A new gender discrimination lawsuit puts Ogletree, Deakins, Nash, Smoak & Stewart among a growing group of large law firms facing allegations that they short-changed women lawyers on pay and business-generation opportunities.

The latest complaint strikes on themes that are similar to those in other recent suits against law firms, many of them brought by the same lawyers at Sanford Heisler Sharp.

Represented by David Sanford and others from Sanford Heisler, plaintiff Dawn Knepper, a nonequity shareholder in Ogletree Deakins' Orange County, California, office, on Friday filed a proposed class action seeking $300 million in San Francisco federal court. Knepper's suit claims that Ogletree Deakins pays an average of $110,000 more to male shareholders than their female counterparts and that the firm's promotion practices are not “remotely equal” along gender lines. The complaint alleges that while women make up 58 percent of the firm's associates, only 32 percent of Ogletree Deakins shareholders are women.

The firm issued a statement in response to the allegations, saying it would defend itself while remaining “steadfast in our commitment to equal opportunity for all.”

“Equal opportunity has been a core principle of Ogletree Deakins since the firm's founding, and we do not tolerate discrimination of any kind—gender or otherwise. We take the allegations filed by one California shareholder very seriously,” the statement said. “However, the decision-making process that governs our compensation system is both fair and equitable.”

Knepper's complaint follows a string of other gender bias lawsuits that women lawyers have brought against firms in recent years, including 2016 lawsuits against Chadbourne & Parke, now part of Norton Rose Fulbright, and the now-defunct Sedgwick, and 2017 lawsuits against Proskauer Rose, Steptoe & Johnson LLP and Winston & Strawn. The case against Sedgwick has since settled, while the Winston & Strawn suit, brought by a former nonequity partner, was sent to arbitration in November. The others remain pending.

While Knepper's claims against Ogletree Deakins echo the earlier suits in many respects, her suit also has some unique aspects and at least a few distinguishing features.

Walking the Walk?

The recent sex bias suits generally allege that, as advisers to other employers, the law firms should have known better. But the earlier gender bias suits took aim at general service law firms, whereas Ogletree Deakins, as a firm, specializes in labor and employment issues and typically defends large employers in gender bias cases such as Knepper's.

That dynamic makes for a particularly strong theme in the suit against Ogletree Deakins, in which Knepper alleges that “the firm has shirked its obligations under the law through its 'do as I say not as I do' practices.”

Seeking to make that point explicit, Knepper recounts an alleged incident in which a female shareholder at the firm asked C. Matthew Keen, Ogletree Deakins' managing shareholder, about the firm's response to gender discrimination complaints. Keen's alleged reply, according to Knepper's lawsuit: “We're not real good at practicing what we preach.”

Lack of Equity

The Ogletree Deakins suit comes at a time when, in the Proskauer and Chadbourne cases, courts are poised to grapple with the key question of whether equity partners can be considered employees for the purposes of federal employment laws, or if they're excluded from those protections in light of their ownership stakes in the firms.

As The American Lawyer has previously reported, that issue could boil down to an analysis of how much control equity partners have over day-to-day matters, how the firm's central management is structured, and other factors. But the Ogletree Deakins case presents a different situation. Knepper is a nonequity shareholder and is seeking to represent a class of women at the firm who find themselves in the same position.

That, in turn, may put her in a stronger position to argue that she serves Ogletree Deakins as an employee, since she holds no ownership stake in the firm. And it could make it harder for Ogletree Deakins' outside counsel, Nancy Abell at Paul Hastings, to push a defense that Knepper is suing under anti-discrimination laws that weren't really designed to protect law firm partners.

First-Strike Assault on Arbitration

Aside from the question of whether partners qualify for employee protections, the potential of private arbitration—as opposed to a public court proceeding—has been another early battleground in many of the recent gender bias cases.

Traci Ribeiro, the former Sedgwick partner who sued that firm, saw her case directed into arbitration before it settled, as did Constance Ramos, the former nonequity partner at Winston & Strawn who sued that firm. A motion to compel arbitration is also awaiting a ruling in the Steptoe lawsuit, filed by Ji-In Houck, a former contract lawyer who eventually became an associate there.

Friday's filings indicate that arbitration issues are likely to take center stage early in the Ogletree Deakins case as well. But they also demonstrate a unique approach by Knepper and her lawyers at Sanford Heisler.

Instead of waiting for Ogletree Deakins to file a motion to compel arbitration, Knepper lodged a separate declaratory judgment action on Friday that pre-empts a likely bid to arbitrate. The separate complaint seeks to convince a judge that Knepper “never signed, or otherwise assented to, any arbitration agreement, and thus, no agreement to arbitrate any issue was ever formed.”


■ **Work order**:
Give only the number of lines in these records that include "caption".

Figure record extracts:
+++

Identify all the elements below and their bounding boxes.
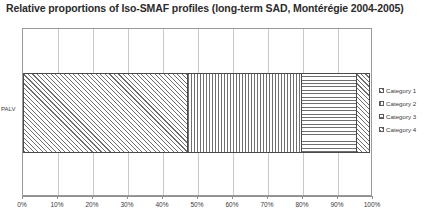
legend-label-category-3: Category 3: [386, 113, 416, 120]
y-tick-label-palv: PALV: [1, 106, 15, 112]
bar-segment-category-2[interactable]: [187, 73, 303, 153]
x-tick-label-80: 80%: [295, 201, 308, 208]
x-tick-80: [302, 196, 303, 199]
legend-item-category-1[interactable]: Category 1: [379, 84, 432, 97]
x-axis-tick-labels: 0%10%20%30%40%50%60%70%80%90%100%: [22, 201, 372, 213]
legend-swatch-icon-category-3: [379, 114, 384, 119]
bar-segment-category-4[interactable]: [356, 73, 370, 153]
legend-swatch-icon-category-2: [379, 101, 384, 106]
bar-segment-category-1[interactable]: [23, 73, 188, 153]
x-tick-10: [57, 196, 58, 199]
chart-container: Relative proportions of Iso-SMAF profile…: [0, 0, 432, 224]
x-tick-60: [232, 196, 233, 199]
stacked-bar-palv: [23, 73, 371, 153]
x-axis-ticks: [22, 196, 372, 200]
legend-swatch-icon-category-1: [379, 88, 384, 93]
chart-legend: Category 1Category 2Category 3Category 4: [379, 84, 432, 136]
x-tick-label-40: 40%: [155, 201, 168, 208]
x-tick-label-20: 20%: [85, 201, 98, 208]
x-tick-label-30: 30%: [120, 201, 133, 208]
x-tick-label-0: 0%: [17, 201, 26, 208]
legend-swatch-icon-category-4: [379, 127, 384, 132]
x-tick-40: [162, 196, 163, 199]
x-tick-label-90: 90%: [330, 201, 343, 208]
x-tick-100: [372, 196, 373, 199]
legend-label-category-1: Category 1: [386, 87, 416, 94]
x-tick-label-50: 50%: [190, 201, 203, 208]
x-tick-90: [337, 196, 338, 199]
x-tick-70: [267, 196, 268, 199]
legend-label-category-4: Category 4: [386, 126, 416, 133]
y-axis: PALV: [0, 28, 22, 196]
x-tick-label-10: 10%: [50, 201, 63, 208]
legend-item-category-2[interactable]: Category 2: [379, 97, 432, 110]
x-tick-label-100: 100%: [364, 201, 381, 208]
x-tick-30: [127, 196, 128, 199]
x-tick-20: [92, 196, 93, 199]
legend-label-category-2: Category 2: [386, 100, 416, 107]
x-tick-label-60: 60%: [225, 201, 238, 208]
x-tick-0: [22, 196, 23, 199]
chart-title: Relative proportions of Iso-SMAF profile…: [6, 2, 430, 14]
legend-item-category-4[interactable]: Category 4: [379, 123, 432, 136]
x-tick-label-70: 70%: [260, 201, 273, 208]
legend-item-category-3[interactable]: Category 3: [379, 110, 432, 123]
plot-area: [22, 28, 372, 196]
bar-segment-category-3[interactable]: [301, 73, 357, 153]
x-tick-50: [197, 196, 198, 199]
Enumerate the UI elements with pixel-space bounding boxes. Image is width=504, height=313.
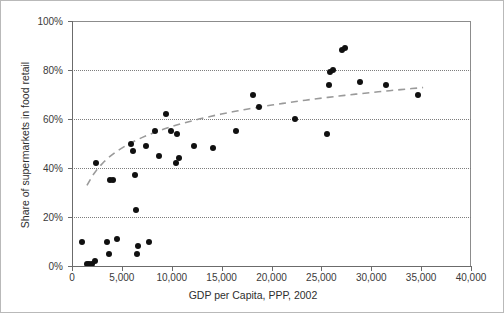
x-tick-mark — [72, 267, 73, 271]
scatter-chart-figure: 0%20%40%60%80%100% 05,00010,00015,00020,… — [0, 0, 504, 313]
x-tick-mark — [321, 267, 322, 271]
x-tick-label: 25,000 — [306, 272, 337, 283]
data-point — [415, 92, 421, 98]
data-point — [383, 82, 389, 88]
y-tick-mark — [68, 21, 72, 22]
data-point — [176, 155, 182, 161]
x-tick-label: 20,000 — [256, 272, 287, 283]
data-point — [143, 143, 149, 149]
x-tick-mark — [222, 267, 223, 271]
data-point — [342, 45, 348, 51]
data-point — [128, 141, 134, 147]
y-tick-label: 0% — [49, 261, 63, 272]
y-axis-title: Share of supermarkets in food retail — [19, 45, 31, 245]
y-tick-mark — [68, 70, 72, 71]
x-tick-mark — [471, 267, 472, 271]
x-tick-label: 40,000 — [456, 272, 487, 283]
x-tick-label: 30,000 — [356, 272, 387, 283]
y-tick-mark — [68, 168, 72, 169]
x-tick-label: 15,000 — [206, 272, 237, 283]
x-tick-mark — [272, 267, 273, 271]
y-tick-mark — [68, 119, 72, 120]
data-point — [174, 131, 180, 137]
data-point — [104, 239, 110, 245]
x-tick-label: 35,000 — [406, 272, 437, 283]
data-point — [133, 207, 139, 213]
y-tick-label: 60% — [43, 114, 63, 125]
data-point — [79, 239, 85, 245]
data-point — [168, 128, 174, 134]
y-tick-label: 40% — [43, 163, 63, 174]
data-point — [134, 251, 140, 257]
trend-line-path — [87, 88, 423, 186]
data-point — [114, 236, 120, 242]
x-tick-mark — [371, 267, 372, 271]
data-point — [191, 143, 197, 149]
y-tick-label: 20% — [43, 212, 63, 223]
x-axis-title: GDP per Capita, PPP, 2002 — [1, 289, 504, 301]
data-point — [146, 239, 152, 245]
x-tick-label: 10,000 — [156, 272, 187, 283]
x-tick-label: 0 — [69, 272, 75, 283]
y-tick-label: 80% — [43, 65, 63, 76]
data-point — [250, 92, 256, 98]
x-tick-mark — [421, 267, 422, 271]
data-point — [156, 153, 162, 159]
data-point — [106, 251, 112, 257]
plot-area — [72, 21, 471, 266]
y-tick-label: 100% — [37, 16, 63, 27]
y-axis-line — [72, 21, 73, 267]
x-tick-label: 5,000 — [109, 272, 134, 283]
x-tick-mark — [172, 267, 173, 271]
x-tick-mark — [122, 267, 123, 271]
data-point — [256, 104, 262, 110]
y-tick-mark — [68, 217, 72, 218]
data-point — [233, 128, 239, 134]
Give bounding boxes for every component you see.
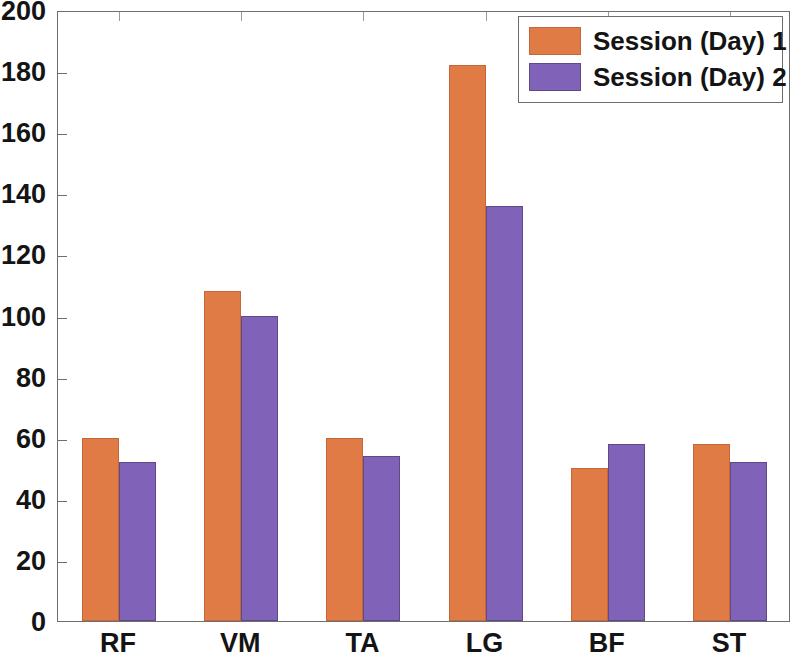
chart-legend: Session (Day) 1 Session (Day) 2 [518, 16, 783, 103]
y-axis-tick-label: 160 [0, 118, 46, 149]
legend-item-session-day-1: Session (Day) 1 [529, 23, 772, 59]
y-axis-tick-label: 20 [0, 545, 46, 576]
bar-lg-series-2 [486, 206, 523, 621]
y-axis-tick-label: 80 [0, 362, 46, 393]
bar-ta-series-2 [363, 456, 400, 621]
legend-item-session-day-2: Session (Day) 2 [529, 59, 772, 95]
bar-ta-series-1 [326, 438, 363, 621]
bar-chart-figure: 020406080100120140160180200 RFVMTALGBFST… [0, 0, 800, 666]
legend-label-session-day-2: Session (Day) 2 [593, 62, 787, 93]
y-axis-tick-label: 180 [0, 57, 46, 88]
y-axis-tick-label: 60 [0, 423, 46, 454]
y-axis-tick-label: 140 [0, 179, 46, 210]
x-axis-tick-label: RF [100, 628, 136, 659]
y-axis-tick-label: 200 [0, 0, 46, 27]
bar-st-series-1 [693, 444, 730, 621]
x-axis-tick-label: LG [466, 628, 504, 659]
bar-vm-series-2 [241, 316, 278, 622]
y-axis-tick-label: 0 [0, 607, 46, 638]
bar-rf-series-1 [82, 438, 119, 621]
bar-lg-series-1 [449, 65, 486, 621]
y-axis-tick-label: 120 [0, 240, 46, 271]
legend-label-session-day-1: Session (Day) 1 [593, 26, 787, 57]
bars-layer [58, 12, 789, 621]
x-axis-tick-label: VM [220, 628, 261, 659]
bar-bf-series-1 [571, 468, 608, 621]
legend-swatch-session-day-2 [529, 63, 581, 91]
x-axis-tick-label: ST [712, 628, 747, 659]
legend-swatch-session-day-1 [529, 27, 581, 55]
x-axis-tick-label: BF [589, 628, 625, 659]
y-axis-tick-label: 40 [0, 484, 46, 515]
y-axis-tick-label: 100 [0, 301, 46, 332]
bar-rf-series-2 [119, 462, 156, 621]
bar-st-series-2 [730, 462, 767, 621]
bar-vm-series-1 [204, 291, 241, 621]
bar-bf-series-2 [608, 444, 645, 621]
x-axis-tick-label: TA [345, 628, 379, 659]
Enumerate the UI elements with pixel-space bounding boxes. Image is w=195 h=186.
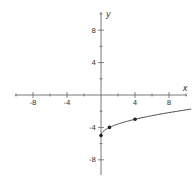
y-tick-label: -4 bbox=[89, 124, 97, 132]
y-tick-label: -8 bbox=[89, 156, 96, 164]
x-tick-label: -4 bbox=[64, 99, 72, 107]
axes bbox=[15, 12, 187, 175]
function-curve bbox=[101, 109, 191, 135]
graph: -8-44884-4-8xy bbox=[0, 0, 195, 186]
data-point bbox=[108, 126, 112, 130]
x-tick-label: 8 bbox=[167, 99, 171, 107]
data-point bbox=[133, 118, 137, 122]
y-tick-label: 4 bbox=[92, 59, 97, 67]
y-axis-label: y bbox=[105, 10, 111, 19]
tick-labels: -8-44884-4-8xy bbox=[30, 10, 188, 164]
y-tick-label: 8 bbox=[92, 27, 96, 35]
data-point bbox=[99, 134, 103, 138]
x-tick-label: -8 bbox=[30, 99, 37, 107]
x-tick-label: 4 bbox=[133, 99, 138, 107]
x-axis-label: x bbox=[182, 84, 188, 93]
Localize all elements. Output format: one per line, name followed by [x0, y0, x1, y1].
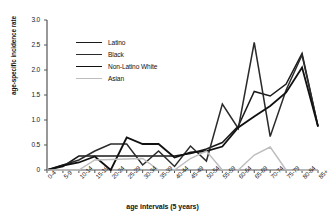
y-tick-label: 1.5 [20, 91, 40, 98]
legend-swatch-icon [76, 42, 102, 43]
y-tick-label: 3.0 [20, 16, 40, 23]
legend-item-non-latino-white: Non-Latino White [76, 60, 157, 72]
legend-item-black: Black [76, 48, 157, 60]
y-tick-label: 2.0 [20, 66, 40, 73]
legend-item-asian: Asian [76, 72, 157, 84]
legend-item-latino: Latino [76, 36, 157, 48]
legend-label: Black [108, 51, 124, 58]
legend-label: Asian [108, 75, 124, 82]
legend-swatch-icon [76, 66, 102, 67]
y-tick-label: 2.5 [20, 41, 40, 48]
legend-swatch-icon [76, 54, 102, 55]
y-tick-label: 0.5 [20, 141, 40, 148]
legend-swatch-icon [76, 78, 102, 79]
y-tick-label: 1.0 [20, 116, 40, 123]
legend-label: Non-Latino White [108, 63, 157, 70]
legend-label: Latino [108, 39, 125, 46]
chart-legend: LatinoBlackNon-Latino WhiteAsian [76, 36, 157, 84]
y-tick-label: 0 [20, 166, 40, 173]
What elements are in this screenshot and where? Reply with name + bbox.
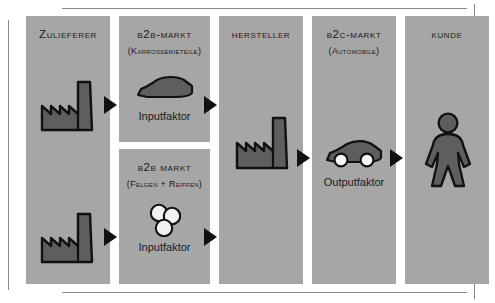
panel-b2c[interactable]: B2C-Markt (Automobile) Outputfaktor bbox=[312, 16, 396, 284]
panel-title-b2c: B2C-Markt bbox=[312, 28, 396, 40]
panel-subtitle-b2c: (Automobile) bbox=[312, 46, 396, 56]
caption-outputfaktor: Outputfaktor bbox=[312, 176, 396, 188]
panel-hersteller[interactable]: Hersteller bbox=[219, 16, 303, 284]
panel-title-kunde: Kunde bbox=[405, 28, 489, 40]
arrow-b2c-to-kunde bbox=[390, 149, 403, 167]
arrow-b2b-karosserie-to-hersteller bbox=[204, 96, 217, 114]
column-kunde: Kunde bbox=[405, 16, 489, 284]
bottom-rule bbox=[62, 292, 467, 293]
arrow-hersteller-to-b2c bbox=[297, 149, 310, 167]
column-zulieferer: Zulieferer bbox=[26, 16, 110, 284]
panel-zulieferer[interactable]: Zulieferer bbox=[26, 16, 110, 284]
factory-icon bbox=[40, 210, 98, 264]
panel-subtitle-b2b-felgen: (Felgen + Reiffen) bbox=[119, 179, 210, 189]
column-b2c: B2C-Markt (Automobile) Outputfaktor bbox=[312, 16, 396, 284]
car-icon bbox=[323, 138, 385, 170]
factory-icon bbox=[40, 78, 98, 132]
panel-title-b2b-felgen: B2B Markt bbox=[119, 161, 210, 173]
panel-title-hersteller: Hersteller bbox=[219, 28, 303, 40]
wheels-icon bbox=[149, 203, 181, 237]
arrow-zulieferer-to-b2b-karosserie bbox=[104, 96, 117, 114]
top-rule bbox=[62, 8, 467, 9]
factory-icon bbox=[235, 114, 293, 170]
caption-inputfaktor-bottom: Inputfaktor bbox=[119, 241, 210, 253]
panel-kunde[interactable]: Kunde bbox=[405, 16, 489, 284]
person-icon bbox=[424, 112, 472, 188]
value-chain-diagram: Zulieferer B2B-Markt (Karrosserieteile) bbox=[26, 16, 463, 284]
arrow-zulieferer-to-b2b-felgen bbox=[104, 228, 117, 246]
column-hersteller: Hersteller bbox=[219, 16, 303, 284]
panel-b2b-karosserie[interactable]: B2B-Markt (Karrosserieteile) Inputfaktor bbox=[119, 16, 210, 142]
column-b2b: B2B-Markt (Karrosserieteile) Inputfaktor… bbox=[119, 16, 210, 284]
panel-subtitle-b2b-karosserie: (Karrosserieteile) bbox=[119, 46, 210, 56]
caption-inputfaktor-top: Inputfaktor bbox=[119, 110, 210, 122]
panel-title-b2b-karosserie: B2B-Markt bbox=[119, 28, 210, 40]
panel-title-zulieferer: Zulieferer bbox=[26, 28, 110, 40]
panel-b2b-felgen[interactable]: B2B Markt (Felgen + Reiffen) Inputfaktor bbox=[119, 149, 210, 284]
left-rule bbox=[8, 20, 9, 290]
car-body-icon bbox=[135, 74, 195, 100]
arrow-b2b-felgen-to-hersteller bbox=[204, 228, 217, 246]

+++

■ **Reply**:
3